Abstract
A detailed analysis of the bifurcation structure of a two-level, quasigeostrophic model is made by a combined use of a continuation algorithm and extensive time integrations. The model is formulated on a sphere with realistic Northern Hemisphere topography and is driven by Newtonian relaxation to axisymmetric radiative-equilibrium temperature that represents the equator-to-pole contrast of the diabatic heating. The strength of this heating contrast is varied as a primary control parameter. Bifurcations of not only stationary but also periodic, doubly periodic (quasi periodic), and chaotic solutions are followed for the model with triangular 15 (T15) horizontal resolution, corresponding to the number of (real) spherical harmonic coefficients, 240.

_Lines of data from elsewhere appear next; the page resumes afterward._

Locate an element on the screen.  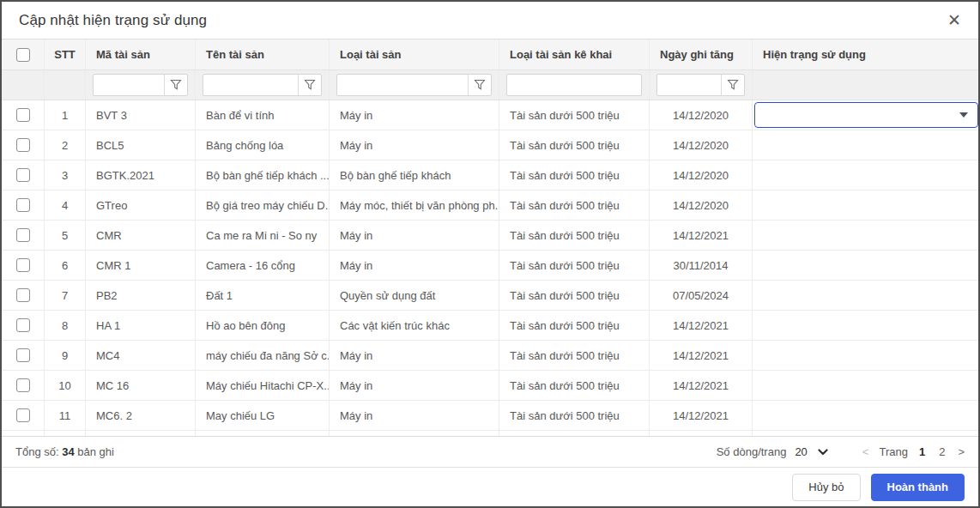
code-cell: CMR is located at coordinates (141, 235).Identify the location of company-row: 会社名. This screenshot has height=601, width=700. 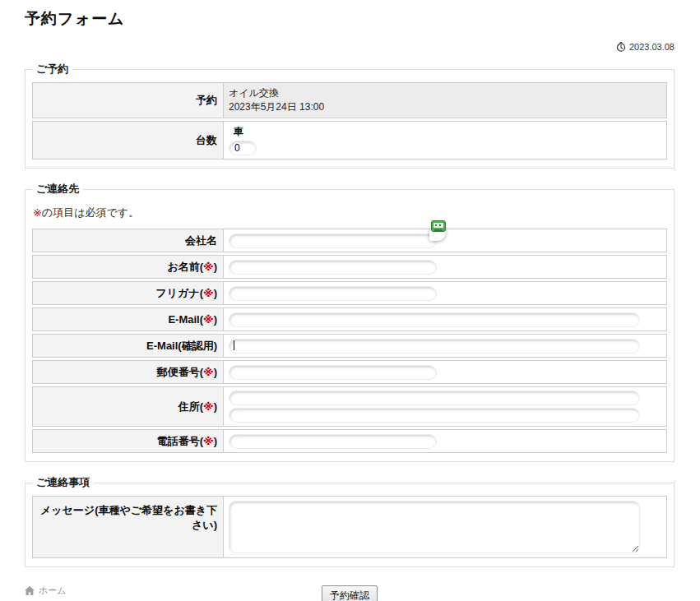
(350, 240).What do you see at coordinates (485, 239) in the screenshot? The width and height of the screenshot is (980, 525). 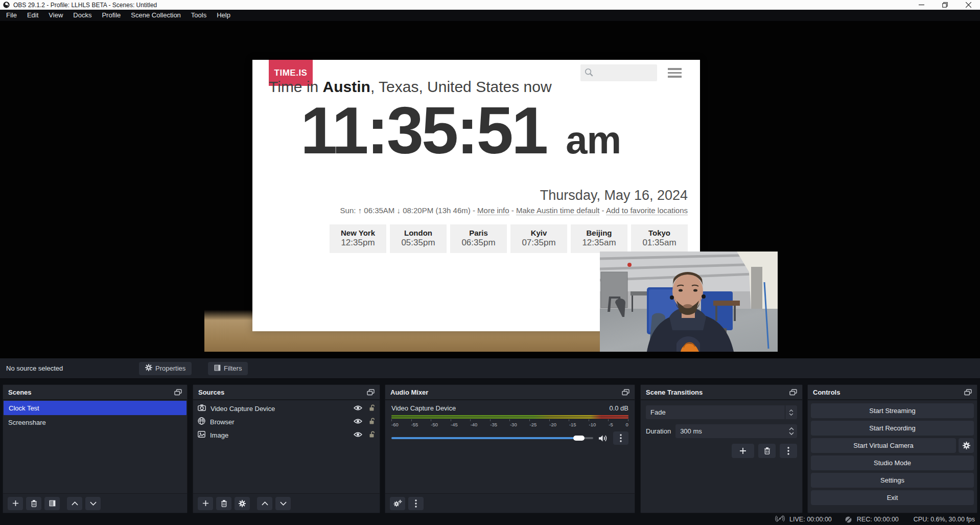 I see `timeis-city-times: New York12:35pm London05:35pm Paris06:35…` at bounding box center [485, 239].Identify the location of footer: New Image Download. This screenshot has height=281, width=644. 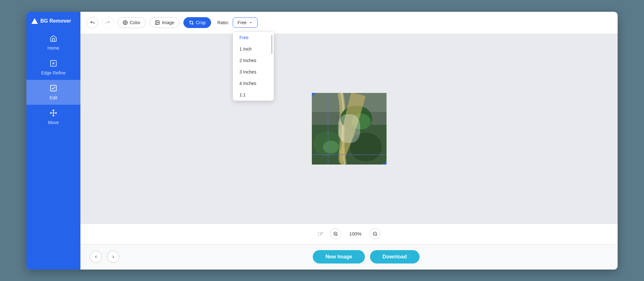
(349, 257).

It is found that the model possesses multiple attractors for a fairly broad, but realistic, range in the parameter space. Characteristic oscillatory modes are associated with each one of these attractors. Two frequency bands, one in synoptic and the other in intraseasonal timescales, are dominant in such oscillations. These attractors keep their identity even when the system is perturbed by stochastic forcing of fairly large amplitude. Furthermore, when some parameters are changed to make the system more turbulent, it is observed that the system starts transiting among the ruins of attractors that used to be stable, a behavior reminiscent of the transitions among different flow regimes observed in the real atmosphere. Such behavior, called chaotic itinerancy, has recently attracted much attention as a characteristic of chaos in physical systems with many degrees of freedom. Chaotic itinerancy in the present model appears to be more complicated than the examples reported so far in that it consists of attractors with no obvious spatial symmetry and that preferred routes of transitions are observed. Evidences of multiple attractors and chaotic itinerancy are found in higher resolutions up to T21.
Discussions are made about implications of such model behavior to the understanding of observed low-frequency variability.